Friday, August 14, 2009

Warning: Science Content

As an April Fool’s joke, Google introduced the Gmail Custom Time feature which allowed users to date and timestamp an email being sent so that they arrive “on time, every time”. Google informed users that they could only date messages back until April 1, 2004, the day Gmail was launched due to a temporal paradox (sub classification: grandfather). A temporal paradox is “a paradoxical situation in which a time traveler causes, through actions in the past, the exclusion of the possibility of the time travel that allowed those actions to be taken”. A grandfather paradox occurs where a time traveler goes back in time and kills his grandfather before his father is conceived. It is a paradox because if this occurs, he will never be born, and therefore never be able to travel back in time to kill his grandfather, thus allowing himself to be born. This example is one type of causality loop.

Now that we had our Star Trek lesson for the day, how does a paradox relate to Quality Assurance?
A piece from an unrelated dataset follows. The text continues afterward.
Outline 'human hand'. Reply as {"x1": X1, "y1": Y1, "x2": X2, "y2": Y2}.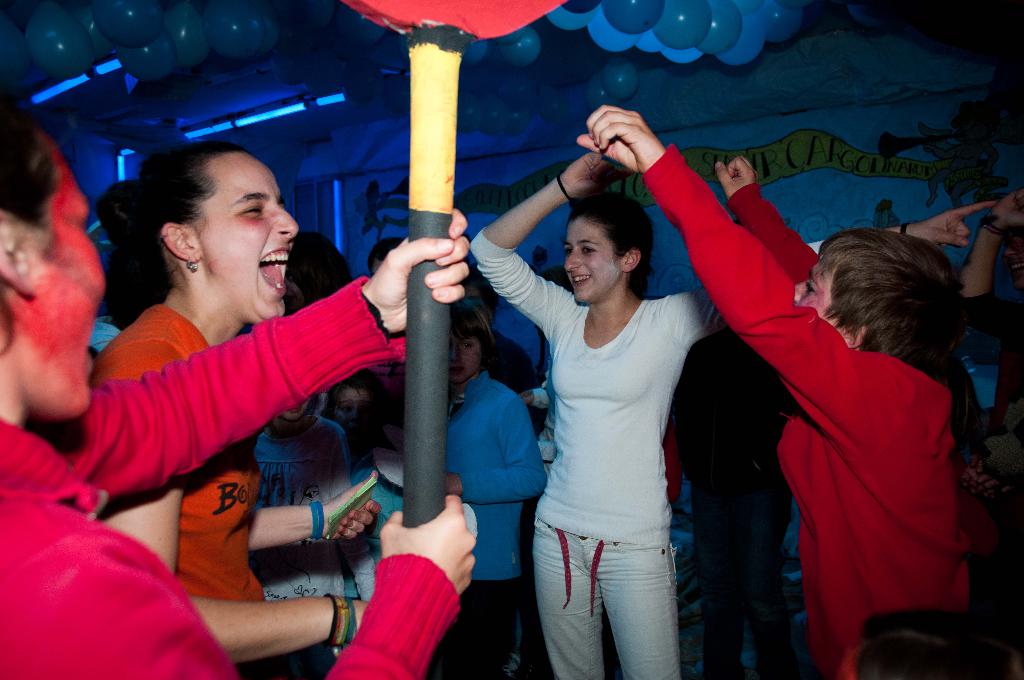
{"x1": 518, "y1": 387, "x2": 535, "y2": 408}.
In society, a paradox is “an apparently true statement or group of statements that leads to a contradiction or a situation which defies intuition; or it can be, seemingly opposite, an apparent contradiction that actually expresses a non-dual truth (cf. Koan).
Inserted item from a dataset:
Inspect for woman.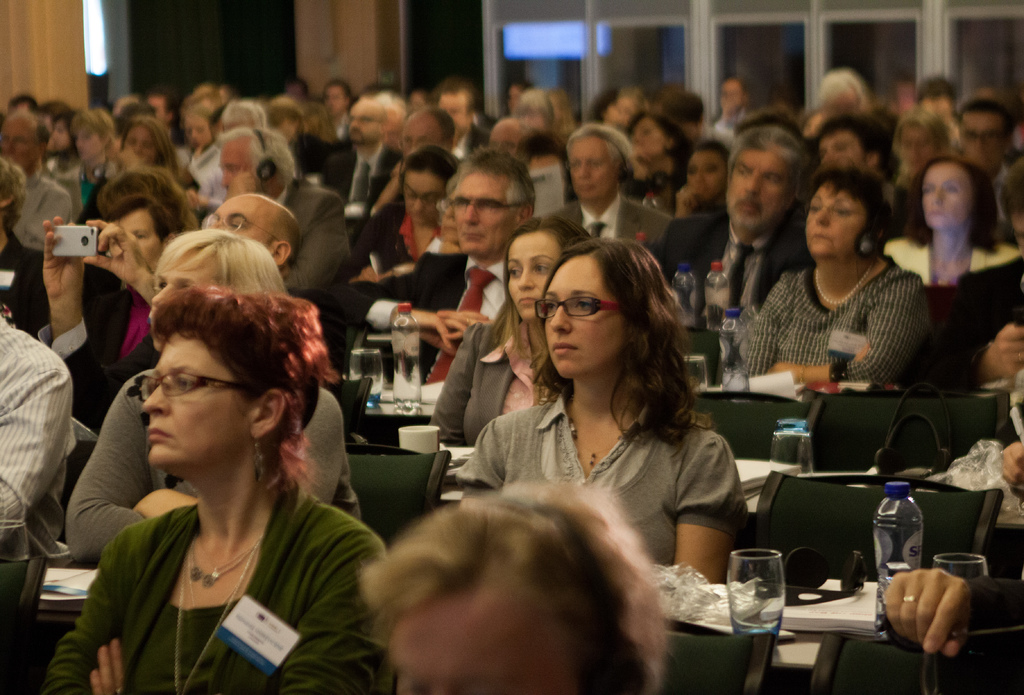
Inspection: BBox(882, 157, 1023, 288).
In Quality Assurance, it is called the “paradox of excellence”. Outside the walls of IT, software development is hard to understand, few realize how hard it is to release software with only a few bugs. When software has lower quality, users will identify and pick up on bugs and other issues with the software. When the software has high quality, users don’t perceive the absence of bugs.
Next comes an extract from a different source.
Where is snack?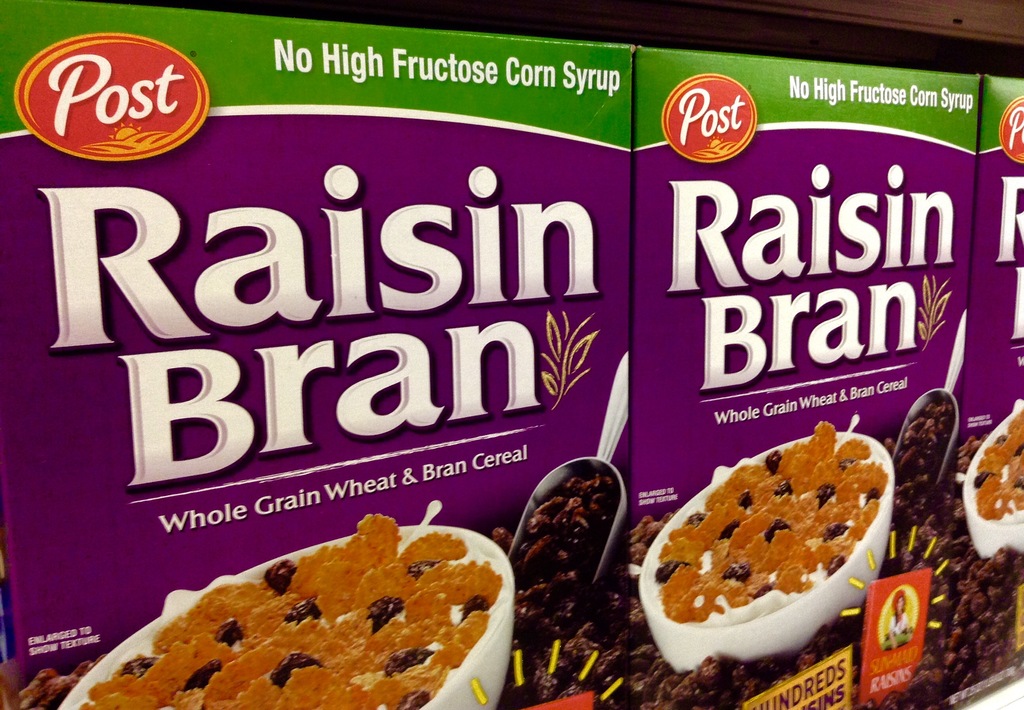
left=662, top=437, right=911, bottom=683.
The “paradox of excellence” states that QA doesn’t get credit for issues that don’t happen. When QA does their job right, they don’t get acknowledgement or kudos for the lack of issues in a release, in fact no one notices. When an issue arises and the development team scrambles to fix it, they typically get the kudos for the prompt solution and QA gets the blame for not catching it in the first place.

The typical argument I hear from co-workers is that it is QA doing their job, and they don’t need kudos for that. As a senior executive, how often do you reward developers, project managers and business analysts for delivering a project on time? When the last time you acknowledged the job QA is doing (and not just as a member of a project)?